• [Task statement]: Restate the data below word for word, keeping each line intact.

• [Stored data]:

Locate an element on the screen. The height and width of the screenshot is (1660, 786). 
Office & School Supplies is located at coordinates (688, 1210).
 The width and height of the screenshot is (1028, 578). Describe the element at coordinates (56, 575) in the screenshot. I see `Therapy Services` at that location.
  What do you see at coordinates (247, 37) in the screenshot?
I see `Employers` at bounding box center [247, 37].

• [Output of the exercise]:
Locate an element on the screen. The height and width of the screenshot is (1660, 786). 
Office & School Supplies is located at coordinates (688, 1210).
 The width and height of the screenshot is (1028, 578). Describe the element at coordinates (56, 575) in the screenshot. I see `Therapy Services` at that location.
  What do you see at coordinates (247, 37) in the screenshot?
I see `Employers` at bounding box center [247, 37].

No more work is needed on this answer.